Spending restrictions on the apprenticeship levy would be loosened to channel 25% of levy funds into a social mobility fund set aside for regions most lacking in the skills they need. HND and HNC qualifications, higher apprenticeships and foundation degrees would be among higher vocational qualifications to be boosted at levels 4 and 5 to help increase advanced technician skills urgently needed by industry, while the national colleges scheme, first hatched under the coalition government in 2014, will be developed further, with emphasis on key ares such as renewable energy. 

 

Colleges would be able to claim back VAT on all publicly funded courses and scrap the current policy of making maths and English GCSE resits a condition of funding for students who do not achieve a pass mark.
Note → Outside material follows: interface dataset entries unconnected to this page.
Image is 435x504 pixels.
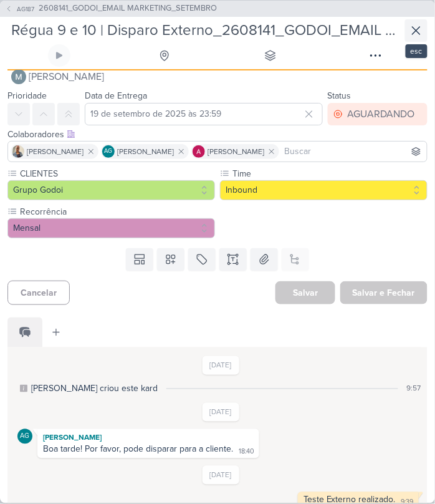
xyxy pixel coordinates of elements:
span: [PERSON_NAME] [29,69,104,84]
div: [PERSON_NAME] [40,431,257,445]
button: AGUARDANDO [328,103,428,125]
div: Colaboradores [8,128,428,141]
img: Iara Santos [12,145,25,158]
div: AGUARDANDO [348,107,415,122]
span: [PERSON_NAME] [207,146,265,157]
button: Inbound [220,181,428,200]
p: AG [105,148,113,154]
label: Prioridade [8,90,47,101]
button: Grupo Godoi [8,181,215,200]
span: [PERSON_NAME] [27,146,83,157]
label: Time [231,167,428,181]
input: Select a date [85,103,323,125]
img: Mariana Amorim [12,69,26,84]
label: Recorrência [19,205,215,218]
div: Boa tarde! Por favor, pode disparar para a cliente. [43,445,233,455]
input: Buscar [282,144,425,159]
label: CLIENTES [19,167,215,181]
button: Cancelar [8,281,70,305]
div: 9:57 [407,383,421,394]
div: 18:40 [239,448,255,458]
label: Data de Entrega [85,90,147,101]
p: AG [21,434,30,441]
button: [PERSON_NAME] [8,66,428,88]
div: Aline Gimenez Graciano [103,145,115,158]
div: Aline Gimenez Graciano [18,429,32,445]
div: [PERSON_NAME] criou este kard [31,383,158,396]
button: Mensal [8,218,215,238]
input: Kard Sem Título [8,19,403,42]
div: esc [406,44,428,58]
img: Alessandra Gomes [193,145,205,158]
div: Ligar relógio [54,50,64,60]
label: Status [328,90,352,101]
span: [PERSON_NAME] [117,146,174,157]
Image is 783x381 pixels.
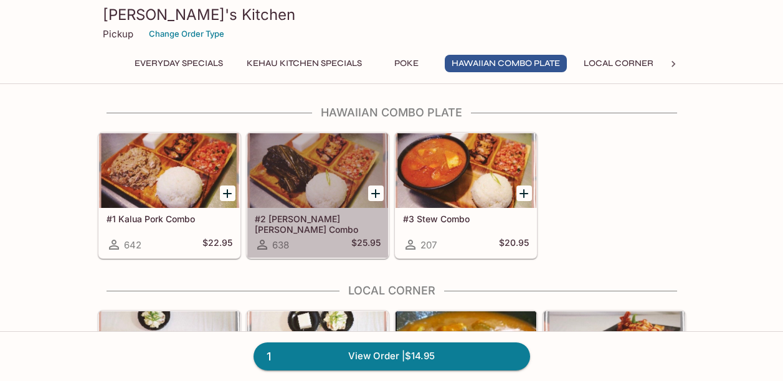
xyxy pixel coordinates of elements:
[403,214,529,224] h5: #3 Stew Combo
[107,214,232,224] h5: #1 Kalua Pork Combo
[395,133,537,259] a: #3 Stew Combo207$20.95
[247,133,388,208] div: #2 Lau Lau Combo
[128,55,230,72] button: Everyday Specials
[143,24,230,44] button: Change Order Type
[247,133,389,259] a: #2 [PERSON_NAME] [PERSON_NAME] Combo638$25.95
[124,239,141,251] span: 642
[420,239,437,251] span: 207
[445,55,567,72] button: Hawaiian Combo Plate
[396,133,536,208] div: #3 Stew Combo
[379,55,435,72] button: Poke
[368,186,384,201] button: Add #2 Lau Lau Combo
[220,186,235,201] button: Add #1 Kalua Pork Combo
[259,348,278,366] span: 1
[499,237,529,252] h5: $20.95
[98,106,686,120] h4: Hawaiian Combo Plate
[272,239,289,251] span: 638
[99,133,240,208] div: #1 Kalua Pork Combo
[98,133,240,259] a: #1 Kalua Pork Combo642$22.95
[351,237,381,252] h5: $25.95
[577,55,660,72] button: Local Corner
[254,343,530,370] a: 1View Order |$14.95
[255,214,381,234] h5: #2 [PERSON_NAME] [PERSON_NAME] Combo
[103,5,681,24] h3: [PERSON_NAME]'s Kitchen
[202,237,232,252] h5: $22.95
[240,55,369,72] button: Kehau Kitchen Specials
[516,186,532,201] button: Add #3 Stew Combo
[103,28,133,40] p: Pickup
[98,284,686,298] h4: Local Corner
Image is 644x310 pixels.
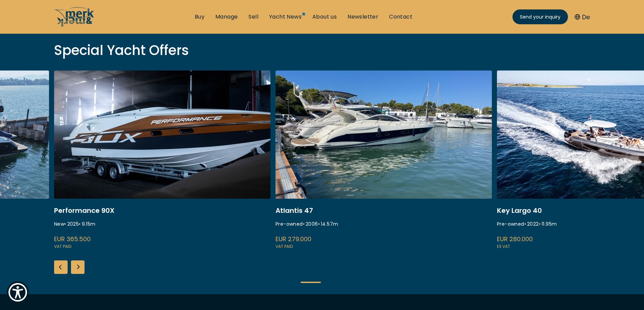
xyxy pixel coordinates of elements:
div: Previous slide [54,261,68,274]
a: Yacht News [269,14,302,20]
div: Next slide [71,261,84,274]
button: Show Accessibility Preferences [7,282,29,303]
a: Contact [389,14,412,20]
a: About us [312,14,337,20]
a: Buy [195,14,205,20]
a: Newsletter [347,14,378,20]
a: Manage [215,14,238,20]
span: Send your inquiry [520,14,561,20]
a: Sell [248,14,258,20]
button: De [574,13,590,21]
a: Send your inquiry [512,10,567,24]
a: / [54,21,95,29]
The party would also reintroduce a version of the old educational maintenance allowance by introducing a young people’s premium for 16-18s - an extension of the pupil premium introduced in 2011 to improve attainment of disadvantaged children up to year 11 in schools.

 

Conservatives

Pledges by the Conservative party include establishing a national skills fund, involving an annual £600m investment over each of the next five years, in addition to current skills and training funding and programmes. The fund would include apprenticeship courses and would be seen as a first step towards an eventual ‘right to retrain’ policy for every adult in England. It would "provide matching funding for individuals and SMEs for high-quality education and training”.

 

The party would also invest “almost £2bn to upgrade the entire further education college estate” - again over the next parliament. Specifically, it pledges to create a prisoner education service focused on work-based training and skills, including setting up every prison with a job coach to help ex-offenders in their transition to employment on release. 

The party says it would “invest in local adult education” referring to the “thoughtful recommendations [of the Augur Review on the FE sector] on tuition fee levels, the balance of funding between universities, further education and apprenticeships and adult learning” and that it would “look at the interest rates on loan repayments with a view to reducing the burden of debt on students”.